The El Paso Court of Appeals has affirmed a trial court’s denial of a trucking company’s motion to compel arbitration in an employment dispute with one of its drivers.
Arrow Freight Management, Inc. v. Ruben Contreras (No. 08-23-00082-CV; January 18, 2024) stemmed from a personal injury lawsuit brought by Contreras, a truck driver for Arrow, against his employer. Contreras alleges that when working in the course and scope of his employment on the premises of a third party, he slipped and fell on some ice and sustained injuries. He further alleged that Arrow negligently sent him to work without the proper training and equipment for the conditions of the premises on which he was injured. Arrow moved to compel arbitration, citing an employment agreement Contreras signed that contained an arbitration provision. Contreras responded that the FAA did not apply to this dispute because a statutory exception applied in this case. The trial court agreed and denied the motion to compel. Arrow appealed.
The court of appeals affirmed. The issue before the court was whether the FAA exemption from mandatory arbitration for “contracts of employment of seamen, railroad employees, or any other class of workers engaged in foreign or interstate commerce” covered Contreras, whom the company hired as a truck driver. Arrow argued that the arbitration agreement was not a “contract of employment” because the agreement stated as such and Contreras was an at-will employee. Pointing out that a transportation company could evade the FAA exemption simply by inserting a sentence into an arbitration provision disclaiming a contract of employment, the court rejected this argument, holding that the exemption applied to at-will employees (citations omitted). Moreover, the court held, Contreras had to choose between accepting the arbitration agreement (by working more than three days) or losing his job. The agreement thus constituted a condition of employment and, as such, a “contract of employment” under the FAA (citations omitted).
The next question was whether Contreras was a “transportation worker.” The court laid out the eight-part test established in Lenz v. Yellow Transp., Inc., 431 F.3d 348, 352 (8th Cir. 2005) but determined that it was not necessary to apply it because Contreras was a driver, not a non-driver employee (noting that the test has been applied to bring under the exemption a mechanic, an orientation instructor, and a customer-service representative). The question then became whether Contreras was engaged in interstate commerce. Arrow argued that because Contreras rarely drove outside the state, instead driving Texas routes, he was not so engaged. The court disagreed, noting that the question was whether Contreras was part of a “class” of worker engaged in interstate commerce, not whether the exemption applied to an individual driver. In other words, whether Contreras ever crossed state lines was irrelevant to the inquiry (citations omitted). Since Arrow, Contreras’s employer, was engaged in interstate commerce in 24 states, its drivers as a class satisfied the FAA exemption.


**TO DO**
What lines of the material below include the string "useRef"? Copy all of them.

^^^^^^^^^^^^^^^^

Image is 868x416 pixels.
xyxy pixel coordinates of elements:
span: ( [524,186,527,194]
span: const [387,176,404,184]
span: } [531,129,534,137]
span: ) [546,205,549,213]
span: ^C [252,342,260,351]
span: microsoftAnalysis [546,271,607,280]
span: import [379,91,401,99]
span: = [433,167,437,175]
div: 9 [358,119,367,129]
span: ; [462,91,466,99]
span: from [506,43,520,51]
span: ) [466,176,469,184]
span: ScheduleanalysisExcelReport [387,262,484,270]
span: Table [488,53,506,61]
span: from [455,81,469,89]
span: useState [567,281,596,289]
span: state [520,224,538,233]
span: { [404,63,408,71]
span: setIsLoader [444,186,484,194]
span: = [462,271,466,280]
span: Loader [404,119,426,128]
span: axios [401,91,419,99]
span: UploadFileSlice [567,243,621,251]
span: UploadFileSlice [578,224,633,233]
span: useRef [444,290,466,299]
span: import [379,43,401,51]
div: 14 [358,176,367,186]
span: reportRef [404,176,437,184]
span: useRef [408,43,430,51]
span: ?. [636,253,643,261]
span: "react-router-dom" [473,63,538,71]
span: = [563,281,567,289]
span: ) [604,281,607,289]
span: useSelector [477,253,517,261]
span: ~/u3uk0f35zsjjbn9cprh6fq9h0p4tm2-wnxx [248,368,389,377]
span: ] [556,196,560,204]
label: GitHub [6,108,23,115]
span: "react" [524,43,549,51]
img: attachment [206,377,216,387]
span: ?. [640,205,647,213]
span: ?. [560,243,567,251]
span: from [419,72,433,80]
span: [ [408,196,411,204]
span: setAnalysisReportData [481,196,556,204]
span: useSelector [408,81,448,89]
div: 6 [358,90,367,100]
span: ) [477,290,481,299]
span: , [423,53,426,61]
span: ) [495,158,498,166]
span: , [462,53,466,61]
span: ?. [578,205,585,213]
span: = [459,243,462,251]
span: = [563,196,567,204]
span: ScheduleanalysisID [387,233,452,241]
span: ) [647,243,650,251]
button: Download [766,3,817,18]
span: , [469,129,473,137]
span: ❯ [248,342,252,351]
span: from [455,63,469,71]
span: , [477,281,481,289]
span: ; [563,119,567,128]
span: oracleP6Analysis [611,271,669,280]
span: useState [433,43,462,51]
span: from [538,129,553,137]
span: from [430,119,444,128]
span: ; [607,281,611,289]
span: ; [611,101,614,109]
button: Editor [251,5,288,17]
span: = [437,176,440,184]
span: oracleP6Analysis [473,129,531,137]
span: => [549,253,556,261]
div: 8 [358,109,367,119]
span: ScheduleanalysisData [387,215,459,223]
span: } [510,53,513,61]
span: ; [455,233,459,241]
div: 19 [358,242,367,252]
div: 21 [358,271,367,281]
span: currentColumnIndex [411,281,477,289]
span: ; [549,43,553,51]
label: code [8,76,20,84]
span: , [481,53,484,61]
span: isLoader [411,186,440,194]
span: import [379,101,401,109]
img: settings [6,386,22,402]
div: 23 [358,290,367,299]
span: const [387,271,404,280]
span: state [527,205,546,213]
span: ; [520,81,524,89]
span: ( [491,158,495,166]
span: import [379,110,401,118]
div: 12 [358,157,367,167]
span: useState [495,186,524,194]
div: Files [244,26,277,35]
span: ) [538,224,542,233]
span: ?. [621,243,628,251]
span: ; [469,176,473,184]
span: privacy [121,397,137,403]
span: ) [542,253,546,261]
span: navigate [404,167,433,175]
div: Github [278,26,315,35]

^^^^^^^^^^^^^^^^

**ANSWER AREA**
span: useRef [444,290,466,299]
span: useRef [408,43,430,51]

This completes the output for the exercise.